The narrator of "The Black Cat" tries to logically explain how it could have happened. The cat must have been thrown into the window when people saw the flames and gotten stuck to the recently plastered wall and been preserved thereby the compression of the other walls and the substance of the plaster. But though the narrator believes he has explained the incident, he still gets terribly paranoid about seeing the vision again. He gets an urge to find a replacement animal.
The battle in the narrator’s mind between delusion and reality rages
at this point. He tries desperately to explain what he sees with
rational thought, but his mind is already infected with superstition
and his explanations begin to sound far-fetched and somewhat
insane.
One day, in a den of disrepute, the narrator of "The Black Cat"
suddenly spots a cat atop a barrel of alcohol he’s been staring at. The cat is large and looks almost exactly like Pluto apart from a white patch on its breast. The narrator starts petting it and finds it very responsive to his touch. Soon, the cat is very attached to the narrator and won’t let him leave without him.
He takes it home, and soon the cat becomes a favorite of the narrator’s wife, but, much to his surprise, the narrator finds a loathing growing within himself for the animal’s unwavering affection.
The den setting is filled with alcohol and other substances that
provoke illusions and hallucinations. By putting the narrator in this
setting, Poe introduces another level of mistrust in our intimacy
with him. How far can the narrator be trusted, when the arrival of
Pluto’s double is a product of these mind-altering drugs and dark,
shady atmosphere?
The narrator of "The Black Cat" starts to avoid the creature,
partly out of this hatred but also from shame at the way he had treated his last cat.
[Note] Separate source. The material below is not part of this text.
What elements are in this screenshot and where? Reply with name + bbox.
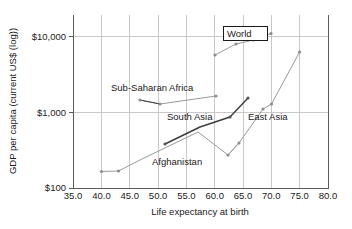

He also hates a particular coincidental feature of the cat that it too only has one eye, though this only endears the cat to his wife. As the narrator’s loathing for the cat increases, so does the cat’s affection and it springs upon the narrator unawares, looking to be petted, attaching itself with its claws. The narrator, at these moments, wishes he could destroy the animal, but stops himself because of the traumatic memory of Pluto but mostly because of his dread of the new cat.
Poe brings out his doppelganger technique again. The features of
this new cat coincidentally make him an exact replica of the
murdered Pluto. Now this animal presents the narrator with a
bigger challenge – an supernatural (or possibly imaginary) rival is
much more difficult to get rid of than areal one. The narrator now
battles with his own delusions as well as his violent moods.
The narrator of "The Black Cat" tries to explain that this dread is not because of the apparent evil of the beast, but of the strange transformation of the patch of white on the cat’s breast into the shape of a gallows – it is merely a cat, yet it is his most haunting image, and has caused him somehow to be writing from this felon’s cell The image of the gallows terrifies the narrator. He mourns that such a beast can get the better of a manlike him, made in the image of a High God Now he can get no rest, because the cat is allover him in the daytime and the nights are filled with bad dreams.